It is a strange argument that stock charts from the Great Depression have some predictive value today. In the Striking Price article in Barrons over the weekend, Steven Sears quotes McMillan Research saying that there is an 89% correlation with 1938 so any pullback in the market will be short and shallow.
Even if that argument doesn’t convince, he does mention an interesting trade, which is to buy September 30 or 32.50 VIX (Chicago Board Options Exchange volatility index) puts and hedge with at the money SPY (ETF that tracks the S&P 500, whose implied volatility is measured by VIX) puts. What happens is, if the VIX drops as the market rises, the VIX puts make money, but the SPY puts lose value. If the market drops, the SPY puts increase in value, but the VIX puts lose value.
Now the question is, how much of each to buy?
Vega
What we have to look at is, for a move of, say, ten points down in the S&P 500 (which is equal to one point in the SPY) which would make our SPY puts more valuable, how much would VIX drop, which would make the VIX puts less valuable?
How much would the value of the SPY puts increase for a 1 point drop in SPY? Since their delta is near -0.5, they would increase in value by half a dollar.

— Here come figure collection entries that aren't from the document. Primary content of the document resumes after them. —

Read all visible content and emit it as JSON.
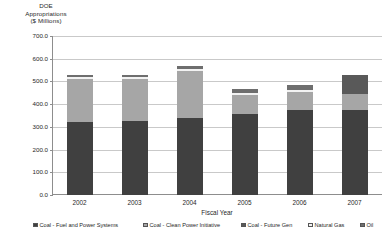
{
  "chart_data": {
    "type": "bar",
    "subtype": "stacked-bar",
    "title": "",
    "ylabel": "DOE Appropriations ($ Millions)",
    "ylabel_lines": [
      "DOE",
      "Appropriations",
      "($ Millions)"
    ],
    "xlabel": "Fiscal Year",
    "categories": [
      "2002",
      "2003",
      "2004",
      "2005",
      "2006",
      "2007"
    ],
    "ylim": [
      0,
      700
    ],
    "ytick_step": 100,
    "ytick_labels": [
      "0.0",
      "100.0",
      "200.0",
      "300.0",
      "400.0",
      "500.0",
      "600.0",
      "700.0"
    ],
    "ytick_values": [
      0,
      100,
      200,
      300,
      400,
      500,
      600,
      700
    ],
    "grid": true,
    "grid_axis": "y",
    "legend_position": "bottom",
    "series": [
      {
        "name": "Coal - Fuel and Power Systems",
        "color": "#404040",
        "values": [
          322.0,
          327.0,
          337.0,
          358.0,
          375.0,
          375.0
        ]
      },
      {
        "name": "Coal - Clean Power Initiative",
        "color": "#a6a6a6",
        "values": [
          190.0,
          186.0,
          211.0,
          82.0,
          80.0,
          68.0
        ]
      },
      {
        "name": "Coal - Future Gen",
        "color": "#595959",
        "values": [
          0.0,
          0.0,
          0.0,
          0.0,
          0.0,
          87.0
        ]
      },
      {
        "name": "Natural Gas",
        "color": "#f2f2f2",
        "values": [
          6.0,
          5.0,
          7.0,
          10.0,
          9.0,
          0.0
        ]
      },
      {
        "name": "Oil",
        "color": "#6e6e6e",
        "values": [
          10.0,
          9.0,
          15.0,
          15.0,
          19.0,
          0.0
        ]
      }
    ],
    "totals": [
      528.0,
      527.0,
      570.0,
      465.0,
      483.0,
      530.0
    ]
  },
  "legend": {
    "items": [
      {
        "label": "Coal - Fuel and Power Systems",
        "color": "#404040",
        "left": 33
      },
      {
        "label": "Coal - Clean Power Initiative",
        "color": "#a6a6a6",
        "left": 143
      },
      {
        "label": "Coal - Future Gen",
        "color": "#595959",
        "left": 241
      },
      {
        "label": "Natural Gas",
        "color": "#f2f2f2",
        "left": 308
      },
      {
        "label": "Oil",
        "color": "#6e6e6e",
        "left": 360
      }
    ]
  }
}
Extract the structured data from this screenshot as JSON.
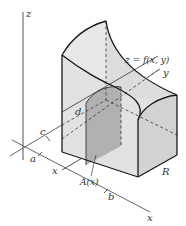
{
  "figure": {
    "type": "3D volume by cross-sections diagram",
    "axes": {
      "x_label": "x",
      "y_label": "y",
      "z_label": "z"
    },
    "surface_label": "z = f(x, y)",
    "cross_section_label": "A(x)",
    "region_label": "R",
    "tick_labels": {
      "a": "a",
      "b": "b",
      "c": "c",
      "d": "d",
      "x": "x"
    },
    "colors": {
      "solid_fill": "#e4e4e4",
      "solid_side": "#d6d6d6",
      "cross_section_fill": "#a9a9a9",
      "edge": "#1a1a1a",
      "axis": "#333333",
      "background": "#ffffff"
    }
  }
}
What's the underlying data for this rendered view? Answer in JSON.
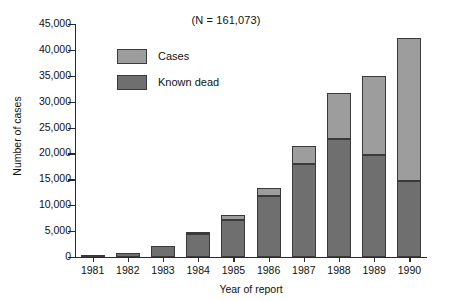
{
  "chart_data": {
    "type": "bar",
    "subtype": "stacked-vertical",
    "title": "(N = 161,073)",
    "xlabel": "Year of report",
    "ylabel": "Number of cases",
    "categories": [
      "1981",
      "1982",
      "1983",
      "1984",
      "1985",
      "1986",
      "1987",
      "1988",
      "1989",
      "1990"
    ],
    "series": [
      {
        "name": "Known dead",
        "color": "#6f6f6f",
        "values": [
          300,
          700,
          2100,
          4400,
          7100,
          11800,
          18000,
          22800,
          19700,
          14700
        ]
      },
      {
        "name": "Cases",
        "color": "#9d9d9d",
        "values": [
          0,
          0,
          0,
          100,
          1000,
          1500,
          3500,
          8900,
          15300,
          27600
        ]
      }
    ],
    "totals": [
      300,
      700,
      2100,
      4500,
      8100,
      13300,
      21500,
      31700,
      35000,
      42300
    ],
    "ylim": [
      0,
      45000
    ],
    "yticks": [
      0,
      5000,
      10000,
      15000,
      20000,
      25000,
      30000,
      35000,
      40000,
      45000
    ],
    "ytick_labels": [
      "0",
      "5,000",
      "10,000",
      "15,000",
      "20,000",
      "25,000",
      "30,000",
      "35,000",
      "40,000",
      "45,000"
    ],
    "grid": false,
    "legend_position": "upper-left-inside",
    "legend": [
      {
        "label": "Cases",
        "color": "#9d9d9d"
      },
      {
        "label": "Known dead",
        "color": "#6f6f6f"
      }
    ],
    "stack_order": [
      "Known dead",
      "Cases"
    ]
  }
}
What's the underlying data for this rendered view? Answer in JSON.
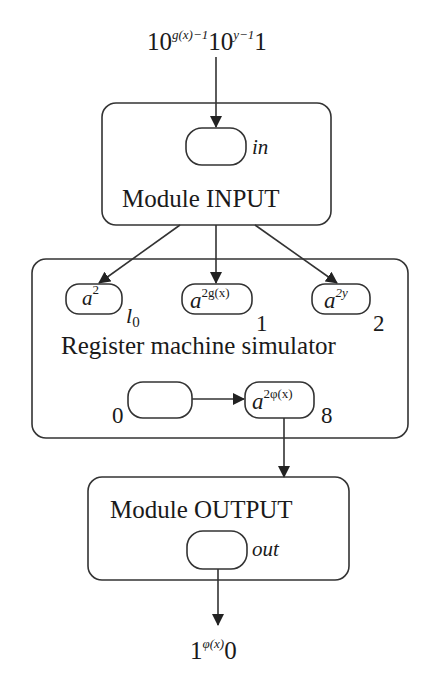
{
  "diagram": {
    "input_string": {
      "base1": "10",
      "exp1": "g(x)−1",
      "base2": "10",
      "exp2": "y−1",
      "tail": "1"
    },
    "module_input": {
      "title": "Module INPUT",
      "membrane_label": "in"
    },
    "register_simulator": {
      "title": "Register machine simulator",
      "membranes": [
        {
          "content_base": "a",
          "content_exp": "2",
          "label_base": "l",
          "label_sub": "0"
        },
        {
          "content_base": "a",
          "content_exp": "2g(x)",
          "label": "1"
        },
        {
          "content_base": "a",
          "content_exp": "2y",
          "label": "2"
        },
        {
          "content_base": "",
          "content_exp": "",
          "label": "0"
        },
        {
          "content_base": "a",
          "content_exp": "2φ(x)",
          "label": "8"
        }
      ]
    },
    "module_output": {
      "title": "Module OUTPUT",
      "membrane_label": "out"
    },
    "output_string": {
      "base": "1",
      "exp": "φ(x)",
      "tail": "0"
    },
    "colors": {
      "stroke": "#333333",
      "text": "#1a1a1a",
      "background": "#ffffff"
    }
  }
}
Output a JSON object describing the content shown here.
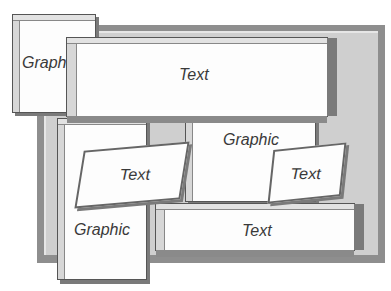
{
  "diagram": {
    "title": "",
    "blocks": [
      {
        "id": "graphic-top-left",
        "type": "graphic",
        "label": "Graphic"
      },
      {
        "id": "text-top-wide",
        "type": "text",
        "label": "Text"
      },
      {
        "id": "graphic-middle",
        "type": "graphic",
        "label": "Graphic"
      },
      {
        "id": "graphic-left-tall",
        "type": "graphic",
        "label": "Graphic"
      },
      {
        "id": "text-skewed-left",
        "type": "text",
        "label": "Text"
      },
      {
        "id": "text-skewed-right",
        "type": "text",
        "label": "Text"
      },
      {
        "id": "text-bottom-wide",
        "type": "text",
        "label": "Text"
      }
    ],
    "colors": {
      "panel": "#fdfdfd",
      "frame_dark": "#8e8e8e",
      "frame_light": "#cfcfcf",
      "bevel_dark": "#7a7a7a",
      "label": "#3a3a3a"
    }
  }
}
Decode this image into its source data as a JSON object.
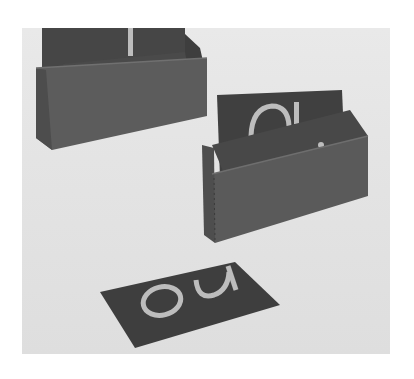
{
  "image": {
    "description": "Grayscale photo of two wooden boxes holding sandpaper letter cards, with one card lying flat in front",
    "colors": {
      "background": "#e4e4e4",
      "box": "#5a5a5a",
      "box_dark": "#4a4a4a",
      "card": "#3e3e3e",
      "letters": "#bdbdbd"
    }
  },
  "objects": {
    "back_box": {
      "label": "back-left box with cards",
      "front_card_letters": "ai"
    },
    "front_box": {
      "label": "front-right box with cards",
      "back_card_letters": "au",
      "front_card_letters": "ai"
    },
    "loose_card": {
      "label": "card lying flat",
      "letters": "ou"
    }
  }
}
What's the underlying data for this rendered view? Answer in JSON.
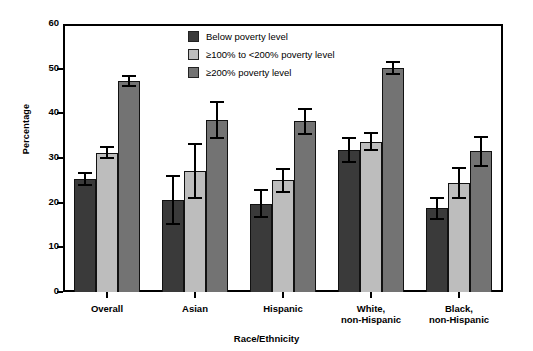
{
  "chart_data": {
    "type": "bar",
    "title": "",
    "xlabel": "Race/Ethnicity",
    "ylabel": "Percentage",
    "ylim": [
      0,
      60
    ],
    "yticks": [
      0,
      10,
      20,
      30,
      40,
      50,
      60
    ],
    "grid": false,
    "legend_position": "top-center",
    "categories": [
      "Overall",
      "Asian",
      "Hispanic",
      "White,\nnon-Hispanic",
      "Black,\nnon-Hispanic"
    ],
    "category_labels": [
      {
        "line1": "Overall",
        "line2": ""
      },
      {
        "line1": "Asian",
        "line2": ""
      },
      {
        "line1": "Hispanic",
        "line2": ""
      },
      {
        "line1": "White,",
        "line2": "non-Hispanic"
      },
      {
        "line1": "Black,",
        "line2": "non-Hispanic"
      }
    ],
    "series": [
      {
        "name": "Below poverty level",
        "color": "#3a3a3a",
        "values": [
          25.3,
          20.6,
          19.8,
          31.8,
          18.7
        ],
        "err_low": [
          1.3,
          5.4,
          3.0,
          2.6,
          2.4
        ],
        "err_high": [
          1.4,
          5.4,
          3.0,
          2.6,
          2.4
        ]
      },
      {
        "name": "≥100% to <200% poverty level",
        "color": "#bdbdbd",
        "values": [
          31.2,
          27.1,
          25.0,
          33.6,
          24.4
        ],
        "err_low": [
          1.2,
          6.0,
          2.6,
          1.9,
          3.3
        ],
        "err_high": [
          1.3,
          6.0,
          2.6,
          1.9,
          3.3
        ]
      },
      {
        "name": "≥200% poverty level",
        "color": "#737373",
        "values": [
          47.3,
          38.5,
          38.2,
          50.2,
          31.5
        ],
        "err_low": [
          1.1,
          4.0,
          2.8,
          1.3,
          3.2
        ],
        "err_high": [
          1.1,
          4.0,
          2.8,
          1.3,
          3.2
        ]
      }
    ]
  },
  "legend": {
    "items": [
      {
        "label": "Below poverty level",
        "color": "#3a3a3a"
      },
      {
        "label": "≥100% to <200% poverty level",
        "color": "#bdbdbd"
      },
      {
        "label": "≥200% poverty level",
        "color": "#737373"
      }
    ]
  }
}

That is one piece we need.
We need to figure out how much the VIX puts drop in value when SPY drops. To do that we use the SPY vega. Vega of SPY is 0.12 so the change in the implied volatility of SPY would be given by the change in the SPY option value divided by the option’s vega, or 0.5 / 0.12 or 4% for a 1 point drop in SPY. But this is 4% of the implied volatility. Since the implied volatility is 27, this gives a change of the implied volatility of 4% of 27 which is about 1. So the implied volatility would go from 27 to 28.
This change is the underlying that moves the VIX puts. So since the VIX 30 puts have a delta of -0.7, that would change the value of the VIX puts by (-0.7) * (1) = -0.7
So it is these two changes in value that we want to hedge. It looks like we would need about 7 SPY puts for every 5 VIX puts (7 SPY * 0.5 + 5 VIX * (-0.7) = 0).
Where Does The Profit Come From?
One way to figure that out is to look at the vega of the SPY puts and compare it to the delta of the VIX puts. That way, we are looking at the change in the value of the SPY puts when their implied volatility changes (that is what vega measures), and comparing that to the change in the VIX puts when its underlying (the implied volatility of the SPX index) changes.
The vega is the change in the value of the option for a small change in the implied volatility. For the 99 or the 98 SPY put, vega is $0.12 and the delta of the September 30 VIX put is -$0.71. For the September 32.50 VIX put the delta is -$0.89. So we would have to buy six times as many SPY puts as VIX puts. That would make us immune to movements in the implied volatility.
If we bought 7 SPY for every 5 VIX, we would profit from the change in implied volatility calculated above. The VIX puts are six times as sensitive to changes in implied volatility of the SPX as the SPY puts are. If the S&P implied volatility drops, the vega measures the change for the SPY while it is delta that changes the value of the VIX puts.